Specialists have value. Generalists have value. But for some reason companies go on a purple squirrel hunt, rolling them into one.
This is understandable when making a first hire in some skill set you haven’t hired below. Jeff Smith and I talked about this in the latest 10 Minute Talent Rant, “How To Hire Your First (Of Any Skill)” (Here.)
Hiring for new-to-your skills sets is hard. Often it’s driven by “the big initiative.” You want someone specialized in doing exactly that. Then piling on all the other things you think you may need, but let’s be frank, you really aren’t sure.
Later you find out the “big initiative” really wasn’t as big as you thought. Other more important things popped up. And the specialist you hired is miscast and frankly isn’t loving it either.
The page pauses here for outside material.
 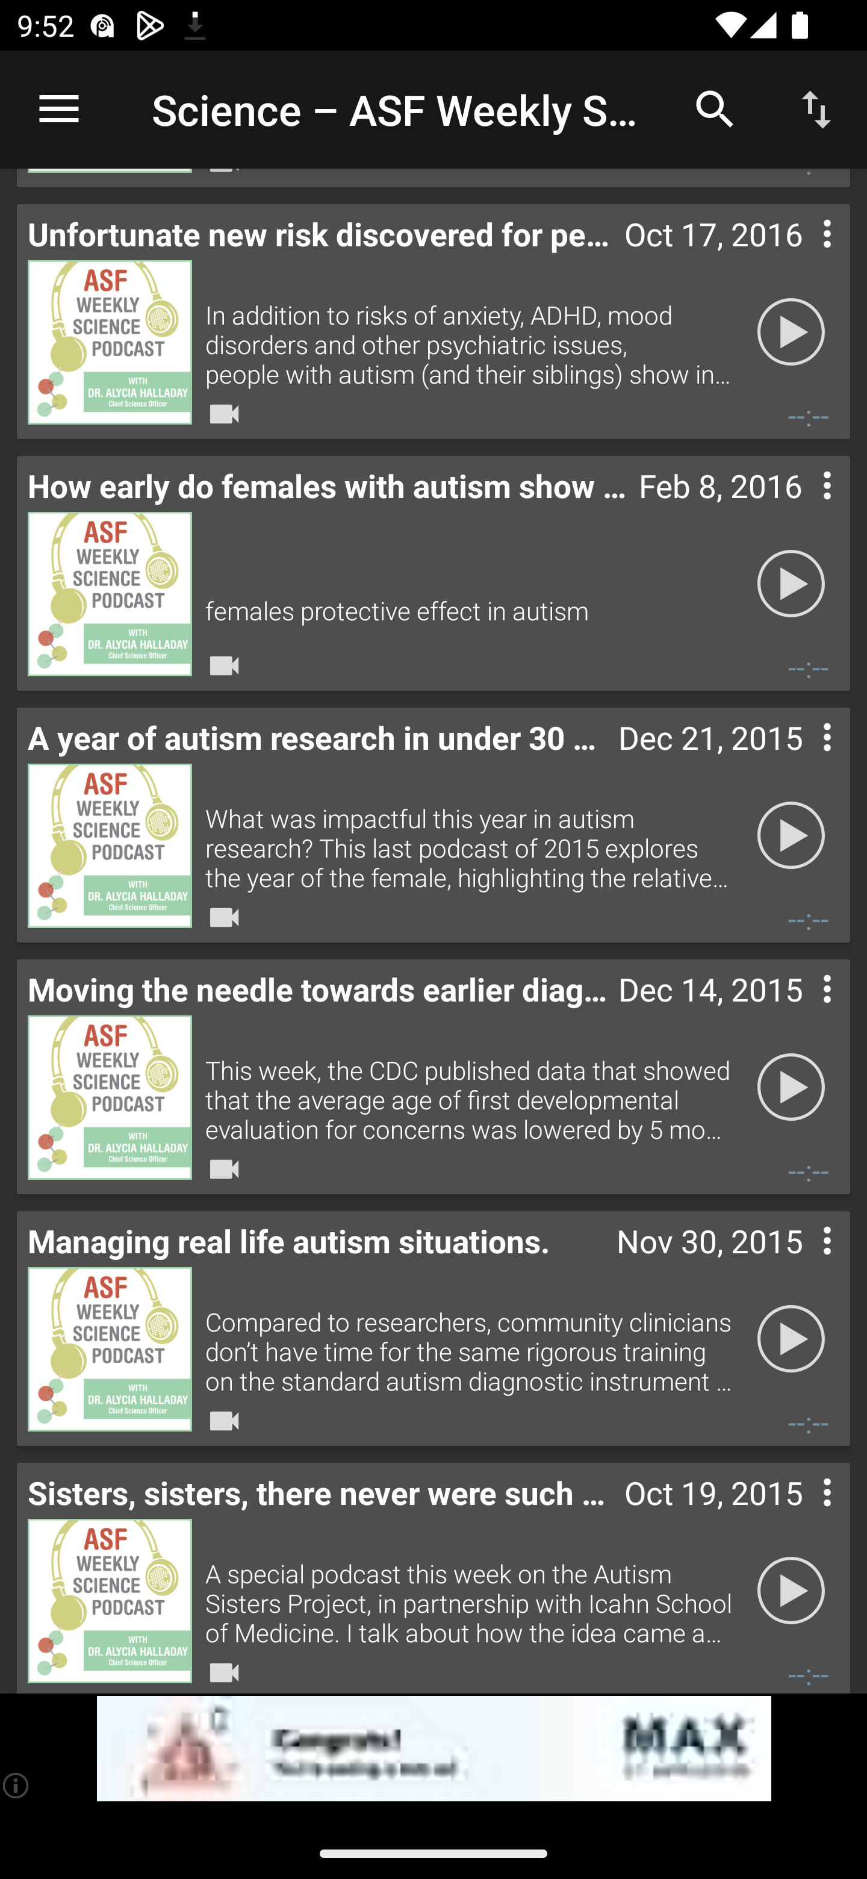 What do you see at coordinates (801, 1265) in the screenshot?
I see `Contextual menu` at bounding box center [801, 1265].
Yes, we’ve lived that life. Take it from me: when hiring a skill for the first time, you probably need more range and less specificity than you think.
Generalists check more boxes. Just don’t expect them to have 10 years of experience in 15 different skill sets…
Side note: I highly recommend Range: Why Generalists Triumph in a Specialized World by David Epstein. Easy read and lots of engaging anecdotes (hot takes?) on how we (as a society) got the specialization obsession all wrong.
Partner at Hirewell. #3 Ranked Sarcastic Commenter on LinkedIn.
Executive search isn’t some mysterious dark art. You’re not paying for secret handshakes and a magic Rolodex.
But that’s exactly what legacy firms want you to think.
They sell prestige. They sell access. They sell fear. And some companies buy it—because no one wants to screw up a high-profile hire.
Here’s the truth: access is the easy part. Executives respond more than anyone. The real challenge? Fit. Immersion. Results after the hire. And most firms skip that part entirely.
Jeff Smith and James Hornick rip the curtain off the smoke-and-mirrors world of exec search—and explain why most firms are failing their clients (badly) in The 10 Minute Talent Rant, Episode 109, “What Everyone Gets Wrong About Executive Search.”